Waves of Chinese tourists invade North Korea

AFP  |  Pyongyang 

On a grey stone column in Pyongyang, a mural shows Chinese and North Korean soldiers rushing into battle against US-led forces in the

Decades later, the monument is a regular stop for new waves of Chinese going to the North, this time as tourists.

Hundreds of soldiers and workers have been sprucing up the obelisk and its grounds in recent days ahead of a state visit to by Chinese this week.

An inscription on it lauds "the Chinese People's Volunteer Army, who fought with us on this land and smashed down the common enemy".

Their "immortal exploits" will "last forever", it proclaims, as will "the friendship forged in blood between the peoples of the People's Republic of and the Democratic People's Republic of Korea".

Nearly 70 years after sent millions of soldiers to save Kim Il Sung's troops from defeat as Douglas MacArthur's men marched up the peninsula, remains the isolated, nuclear-armed North's key diplomatic backer and main provider of trade and aid.

Now the Friendship Tower, as the monument is known, attracts growing hordes of Chinese tourists -- and the renovations suggest it may also be on Xi's itinerary.

Ordinary Chinese companies around 2,500 yuan (USD 360) for a standard three-day trip, arriving overland by train in to tour the capital's highlights, from the to

The following day they head south to the Demilitarised Zone that has divided the peninsula since the two sides fought each other to a stalemate in 1953, before returning home.

"I'm very interested in and wanted to come to see what looks like," said Yu Zhi, a retiree from province visiting Pyongyang, telling AFP that she had a "special feeling" for the country.

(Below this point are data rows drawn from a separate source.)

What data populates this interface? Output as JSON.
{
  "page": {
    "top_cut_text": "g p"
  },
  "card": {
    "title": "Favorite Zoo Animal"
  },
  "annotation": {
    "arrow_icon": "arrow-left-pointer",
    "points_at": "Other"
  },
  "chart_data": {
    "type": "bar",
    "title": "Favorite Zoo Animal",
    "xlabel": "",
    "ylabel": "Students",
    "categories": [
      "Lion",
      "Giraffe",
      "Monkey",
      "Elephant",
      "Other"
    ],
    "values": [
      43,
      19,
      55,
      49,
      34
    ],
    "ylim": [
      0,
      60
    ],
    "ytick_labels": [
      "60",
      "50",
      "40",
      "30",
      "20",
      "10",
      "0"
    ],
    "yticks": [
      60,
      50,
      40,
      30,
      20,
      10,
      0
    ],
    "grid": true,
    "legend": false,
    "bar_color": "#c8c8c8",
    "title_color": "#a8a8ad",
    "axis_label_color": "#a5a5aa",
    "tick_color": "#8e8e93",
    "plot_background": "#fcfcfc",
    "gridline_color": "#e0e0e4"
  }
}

"is very friendly with North Korea," added her fellow traveller, a woman surnamed Jin.

"We have been friends for generations."

It was not always so. Mao -- whose eldest son was among those killed in what China still calls the "War to Resist US Aggression and Aid the DPRK" -- described the neighbours as "as close as lips and teeth".

Ties then waxed and waned during the Cold War, when founder Kim Il Sung was adept at playing his Soviet and Chinese allies off against each other, and his grandson, the current leader Un, did not visit to pay his respects for more than six years after inheriting power.

But as he embarked on a flurry of diplomacy last year he made sure that Chinese was the first foreign he met, and he has since done so three more times -- more often than Kim has seen any other leader.

Now Xi is going to reciprocate.

At the same time Chinese tourism to the North has reached record highs, according to travel industry sources -- so much so that has imposed a limit on arrivals.

No official figures are available from authorities on either side, but Simon Cockerell, manager of Koryo Tours, the for Western visitors, said there had been "a huge increase in Chinese tourists".

At peak times 2,000 people a day had been arriving in Pyongyang, he said.

"That's far too many because there is no infrastructure to accommodate that many tourists, so problems with train tickets, with plane tickets, hotel space."

As a result North Korean authorities had themselves set a 1,000-a-day cap, he added, although it was unclear whether this applied across the industry or solely to Chinese, who make up the vast majority of arrivals.

"There are issues with just hundreds of people showing up at the same time."

China has a proven willingness to use tourism as a geopolitical negotiating weapon -- it banned group tours to after it deployed a US anti-missile system, THAAD.

With nuclear negotiations at a stalemate the North remains subject to multiple sanctions, and the US imposed a on its own citizens visiting following the death of student Otto Warmbier, who had been jailed after trying to steal a propaganda poster.

But tourism is not among the sectors targeted by the UN, potentially enabling to use it as an incentive for its sometimes wayward ally.

The Chinese is market-driven, rather than prompted by state order -- as well as the market offered by China's huge population, the two countries' border enables cheap overland journeys.

But simply enabling it to take place, said of in Seoul, meant "We can infer some choices are being made" by

"We know it's a lever they can turn on and off," he said.

Even with the diplomatic process at a standstill, he added, "The Chinese think you have to use this window of opportunity to move things forward.

There has to be a path on both sides and so something like opening up tourism is a good way to enable that."

At the Monument to the Three Charters for Reunification on the edge of Pyongyang, where two giant stone women form an arch over a road, a from called Peng said: "We are both socialist countries. I feel there are more Chinese coming to visit.

(This story has not been edited by Business Standard staff and is auto-generated from a syndicated feed.)